Sharp Objects by Gillian Flynn

If what gripped you in Sister was being inside Bea’s head—her guilt, her fierce love for Tess, and the way family wounds shape every clue—then Sharp Objects will hit that same nerve. Camille Preaker returns to her hometown to investigate murdered girls while reckoning with her corrosive mother and enigmatic sister, much like Bea untangles Tess’s relationships and the shadow cast by their family history.

... a claustrophobic, close-to-home search focused on one missing girl and a tight circle of suspects?

The End of Everything by Megan Abbott

If you appreciated Sister’s intimate scale—Bea retracing Tess’s last days through her flat, art class, and clinic waiting rooms—Abbott’s novel keeps the lens just as tight.
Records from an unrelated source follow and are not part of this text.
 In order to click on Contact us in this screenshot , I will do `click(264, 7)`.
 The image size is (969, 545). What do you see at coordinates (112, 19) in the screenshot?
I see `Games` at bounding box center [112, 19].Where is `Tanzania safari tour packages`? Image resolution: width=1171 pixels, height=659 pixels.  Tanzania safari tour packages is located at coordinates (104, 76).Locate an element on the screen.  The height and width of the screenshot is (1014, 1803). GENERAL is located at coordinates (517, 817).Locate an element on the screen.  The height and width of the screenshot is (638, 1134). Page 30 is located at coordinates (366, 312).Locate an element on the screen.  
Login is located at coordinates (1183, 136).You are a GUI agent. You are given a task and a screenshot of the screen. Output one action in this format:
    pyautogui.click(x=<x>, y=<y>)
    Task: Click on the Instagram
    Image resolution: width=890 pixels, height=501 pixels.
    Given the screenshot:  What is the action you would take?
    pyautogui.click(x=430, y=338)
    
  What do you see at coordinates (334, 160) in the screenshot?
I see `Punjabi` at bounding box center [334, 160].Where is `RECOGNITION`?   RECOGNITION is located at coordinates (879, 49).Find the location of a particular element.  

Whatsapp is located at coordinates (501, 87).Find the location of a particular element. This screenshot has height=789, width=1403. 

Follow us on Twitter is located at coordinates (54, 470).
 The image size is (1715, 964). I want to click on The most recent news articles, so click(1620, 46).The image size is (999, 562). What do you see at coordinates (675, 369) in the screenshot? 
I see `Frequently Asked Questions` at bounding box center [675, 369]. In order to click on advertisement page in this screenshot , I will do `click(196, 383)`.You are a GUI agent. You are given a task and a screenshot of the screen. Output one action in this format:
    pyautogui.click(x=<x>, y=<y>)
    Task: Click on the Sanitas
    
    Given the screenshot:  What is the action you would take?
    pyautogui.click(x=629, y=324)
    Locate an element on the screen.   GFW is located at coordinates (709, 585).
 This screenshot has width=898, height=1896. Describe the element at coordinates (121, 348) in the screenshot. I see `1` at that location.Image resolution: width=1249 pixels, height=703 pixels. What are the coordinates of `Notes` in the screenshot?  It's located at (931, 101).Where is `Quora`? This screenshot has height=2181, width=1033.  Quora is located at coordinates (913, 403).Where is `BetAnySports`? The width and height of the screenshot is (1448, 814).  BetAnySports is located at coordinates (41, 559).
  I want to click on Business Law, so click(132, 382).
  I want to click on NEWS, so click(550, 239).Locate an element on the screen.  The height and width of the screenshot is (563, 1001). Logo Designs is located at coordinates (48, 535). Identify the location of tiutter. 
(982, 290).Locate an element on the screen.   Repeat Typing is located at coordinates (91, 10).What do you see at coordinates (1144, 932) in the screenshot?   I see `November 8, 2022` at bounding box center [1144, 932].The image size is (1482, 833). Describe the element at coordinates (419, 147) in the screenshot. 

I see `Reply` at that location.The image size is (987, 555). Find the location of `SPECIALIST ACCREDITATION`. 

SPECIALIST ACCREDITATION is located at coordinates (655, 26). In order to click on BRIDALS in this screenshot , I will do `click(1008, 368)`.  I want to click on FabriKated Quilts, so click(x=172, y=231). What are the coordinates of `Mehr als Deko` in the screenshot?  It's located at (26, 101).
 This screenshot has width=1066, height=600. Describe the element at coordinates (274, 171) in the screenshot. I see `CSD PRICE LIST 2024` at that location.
When Lizzie’s best friend vanishes, she scours her own neighborhood, family living rooms, and familiar streets, exposing secrets in a small orbit that feels as personal and pressurized as Bea’s hunt for the truth.

... a character-driven investigation where the sleuth’s personal history entwines with the case?

In the Woods by Tana French

If you were drawn to how Bea’s private bond with Tess shapes every choice—challenging the police narrative of suicide and pulling her deeper—then In the Woods offers that same fusion of case and conscience. Detective Rob Ryan investigates a girl’s murder in a Dublin suburb that echoes his own childhood trauma, mirroring Bea’s deeply personal stake as she reexamines Tess’s lover, mentors, and the official story.

... relentless reversals that upend every assumption about what happened and whom to trust?

Before I Go to Sleep by S. J. Watson

If the revelations in Sister—from Tess’s pregnancy and the clinical trial to the reclassification of a "suicide"—kept yanking the floor out from under you, Before I Go to Sleep doubles down on that sensation. Christine wakes each day with no memory, and each new clue rewrites the past, delivering the same jolting, trust-no-one twists that made Bea’s investigation so addictive.